I think that it fair to say that David Lamb is the Howard Stern of Christianity. He is a “shock jock” in the best sense of the word. His two books, God Behaving Badly and Prostitutes and Polygamists, take a provocative look at some of the most difficult and, frankly, embarrassing questions that the secular world poses to Christianity.
When God Behaving Badly came out in 2011, the subtitle alone was enough to grab my attention: “Is the God of the Old Testament Angry, Sexist and Racist?” Listen to the opening line of the book: “How does one reconcile the loving God of the Old Testament with the harsh God of the New Testament?” (p. 9) (As certainly as some of you think that I mistyped that sentence, I thought the same of Lamb). Reading almost like a theodicy, Lamb spends the following eight chapters taking on the most difficult passages and ideas in the Old Testament. Why did God strike Uzzah dead for steadying the ark? What’s up with the passage that tells a victim of rape to marry her perpetrator? How are we to understand the annihilation of the Canaanites? Lamb does not provide bulletproof answers to all of these questions. This is why, after all, these are called “difficult questions.” He does, however, give some of the better replies that I have heard.
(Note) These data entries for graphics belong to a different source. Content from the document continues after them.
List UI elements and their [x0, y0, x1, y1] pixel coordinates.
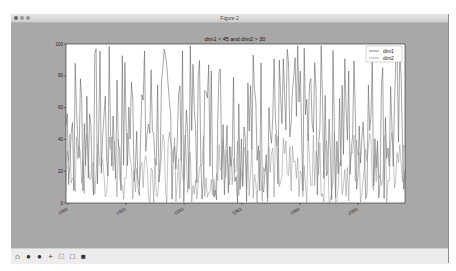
window-title: Figure 2 — [11, 14, 448, 22]
legend-dim1: dim1 — [383, 48, 394, 54]
line-chart: dim1 < 45 and dim2 > 30 020406080100 190… — [11, 23, 448, 248]
legend-dim2: dim2 — [383, 55, 394, 61]
navigation-toolbar: ⌂ ● ● + ⊡ □ ■ — [11, 248, 448, 264]
x-tick-label: 1983 — [289, 206, 301, 216]
zoom-rect-button[interactable]: ⊡ — [57, 252, 66, 261]
title-bar[interactable]: Figure 2 — [11, 14, 448, 23]
back-button[interactable]: ● — [24, 252, 33, 261]
subplots-icon: □ — [70, 252, 75, 261]
forward-button[interactable]: ● — [35, 252, 44, 261]
configure-subplots-button[interactable]: □ — [68, 252, 77, 261]
x-tick-label: 1903 — [57, 206, 69, 216]
x-tick-label: 1943 — [173, 206, 185, 216]
figure-canvas[interactable]: dim1 < 45 and dim2 > 30 020406080100 190… — [11, 23, 448, 248]
y-tick-label: 0 — [60, 201, 63, 206]
pan-button[interactable]: + — [46, 252, 55, 261]
y-tick-label: 60 — [58, 105, 64, 110]
y-tick-label: 100 — [55, 42, 63, 47]
x-tick-label: 1963 — [231, 206, 243, 216]
y-tick-label: 20 — [58, 169, 64, 174]
y-tick-label: 80 — [58, 73, 64, 78]
home-button[interactable]: ⌂ — [13, 252, 22, 261]
pan-move-icon: + — [48, 252, 53, 261]
zoom-rect-icon: ⊡ — [58, 252, 65, 261]
home-icon: ⌂ — [15, 252, 20, 261]
forward-arrow-icon: ● — [37, 252, 42, 261]
save-button[interactable]: ■ — [79, 252, 88, 261]
back-arrow-icon: ● — [26, 252, 31, 261]
x-tick-label: 1923 — [115, 206, 127, 216]
save-disk-icon: ■ — [81, 252, 86, 261]
chart-title: dim1 < 45 and dim2 > 30 — [205, 36, 266, 42]
figure-window: Figure 2 dim1 < 45 and dim2 > 30 0204060… — [11, 14, 449, 263]
y-tick-label: 40 — [58, 137, 64, 142]
legend: dim1 dim2 — [366, 46, 402, 62]
x-tick-label: 2003 — [347, 206, 359, 216]
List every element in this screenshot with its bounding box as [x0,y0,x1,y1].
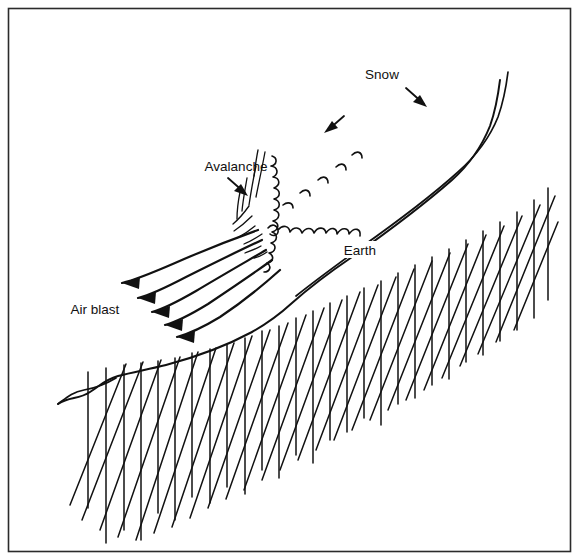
streamline-1-arrowhead [122,277,140,289]
snow-annotation: Snow [365,67,427,107]
streamline-5-arrowhead [177,331,195,343]
air-blast-label: Air blast [71,302,120,317]
snow-top-surface [296,72,508,296]
avalanche-direction-arrow [324,116,344,133]
disturbed-snow-scallops [268,152,362,236]
streamline-4 [165,260,272,325]
earth-label: Earth [344,243,376,258]
snow-label: Snow [365,67,399,82]
streamline-2-arrowhead [138,292,156,304]
diagram-canvas: Avalanche air blast cross-section diagra… [0,0,579,560]
earth-cross-section-hatching [70,188,558,543]
figure-border [9,9,571,552]
air-blast-streamlines [122,230,280,343]
earth-annotation: Earth [338,241,382,258]
hatch-diagonal-lines [70,196,558,540]
streamline-5 [177,270,280,337]
avalanche-label: Avalanche [205,159,268,174]
snow-layer-band [296,72,508,296]
avalanche-diagram-figure: Avalanche air blast cross-section diagra… [0,0,579,560]
air-blast-annotation: Air blast [71,302,120,317]
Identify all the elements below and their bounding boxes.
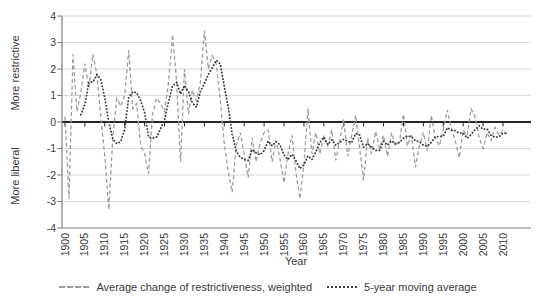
dotted-line-swatch	[327, 286, 357, 288]
svg-text:1920: 1920	[138, 233, 150, 257]
svg-text:1975: 1975	[357, 233, 369, 257]
svg-text:2000: 2000	[457, 233, 469, 257]
svg-text:1955: 1955	[278, 233, 290, 257]
svg-text:1945: 1945	[238, 233, 250, 257]
dashed-line-swatch	[59, 286, 89, 288]
svg-text:1950: 1950	[258, 233, 270, 257]
legend-item-moving-average: 5-year moving average	[327, 281, 477, 293]
svg-text:1: 1	[50, 89, 56, 101]
svg-text:1940: 1940	[218, 233, 230, 257]
svg-text:2: 2	[50, 63, 56, 75]
svg-text:0: 0	[50, 116, 56, 128]
svg-text:-1: -1	[47, 142, 56, 154]
svg-text:1970: 1970	[337, 233, 349, 257]
svg-text:-2: -2	[47, 169, 56, 181]
line-chart-canvas: 43210-1-2-3-4190019051910191519201925193…	[0, 0, 536, 302]
x-axis-title: Year	[285, 255, 307, 267]
svg-text:4: 4	[50, 10, 56, 22]
svg-text:1905: 1905	[78, 233, 90, 257]
svg-text:1960: 1960	[297, 233, 309, 257]
svg-text:1915: 1915	[118, 233, 130, 257]
svg-text:1965: 1965	[317, 233, 329, 257]
svg-text:1985: 1985	[397, 233, 409, 257]
svg-text:1990: 1990	[417, 233, 429, 257]
svg-text:1935: 1935	[198, 233, 210, 257]
svg-text:-4: -4	[47, 222, 56, 234]
y-axis-label-more-restrictive: More restrictive	[9, 35, 21, 110]
svg-text:1995: 1995	[437, 233, 449, 257]
legend-item-yearly: Average change of restrictiveness, weigh…	[59, 281, 312, 293]
chart-figure: 43210-1-2-3-4190019051910191519201925193…	[0, 0, 536, 302]
y-axis-label-more-liberal: More liberal	[9, 147, 21, 204]
svg-text:3: 3	[50, 36, 56, 48]
svg-text:2010: 2010	[497, 233, 509, 257]
svg-text:1930: 1930	[178, 233, 190, 257]
svg-text:-3: -3	[47, 195, 56, 207]
svg-text:1925: 1925	[158, 233, 170, 257]
svg-text:2005: 2005	[477, 233, 489, 257]
legend-label-moving-average: 5-year moving average	[364, 281, 477, 293]
svg-text:1980: 1980	[377, 233, 389, 257]
legend: Average change of restrictiveness, weigh…	[0, 281, 536, 293]
legend-label-yearly: Average change of restrictiveness, weigh…	[96, 281, 312, 293]
svg-text:1910: 1910	[98, 233, 110, 257]
svg-text:1900: 1900	[59, 233, 71, 257]
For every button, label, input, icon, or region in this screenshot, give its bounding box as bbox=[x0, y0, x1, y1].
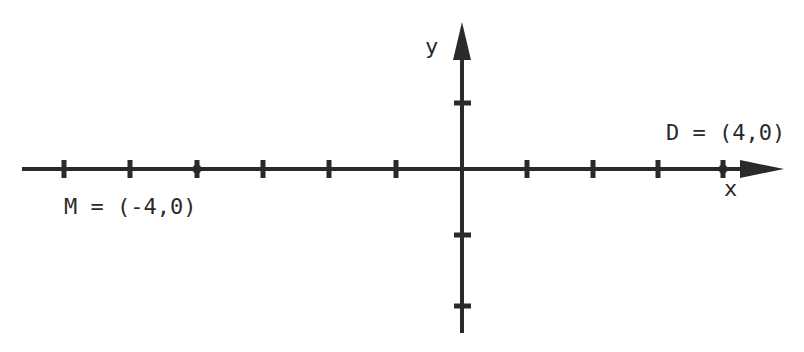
point-d bbox=[719, 165, 728, 174]
point-m bbox=[193, 165, 202, 174]
coordinate-plane: y x M = (-4,0) D = (4,0) bbox=[0, 0, 804, 352]
x-axis-label: x bbox=[724, 176, 737, 201]
point-d-label: D = (4,0) bbox=[666, 120, 785, 145]
point-m-label: M = (-4,0) bbox=[64, 194, 196, 219]
y-axis-arrow-icon bbox=[453, 22, 471, 60]
y-axis-label: y bbox=[425, 34, 438, 59]
x-axis-arrow-icon bbox=[740, 160, 784, 178]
Just when I thought that Lamb exhausted all of the controversial topics in book one, out comes Prostitutes and Polygamists (2015). Overlapping with some of the themes in God Behaving Badly, the seven chapters of Lamb’s latest book cover sex in the Old Testament: polygamy, rape, adultery, prostitution, incest, and homosexuality.
Remember that time you scratched your head while reading that bizarre story in the Old Testament? Lamb probably covers it one of these two books. I could quibble with a point here and there, but for those seeking help with these types of difficult questions and passages, both are worth reading.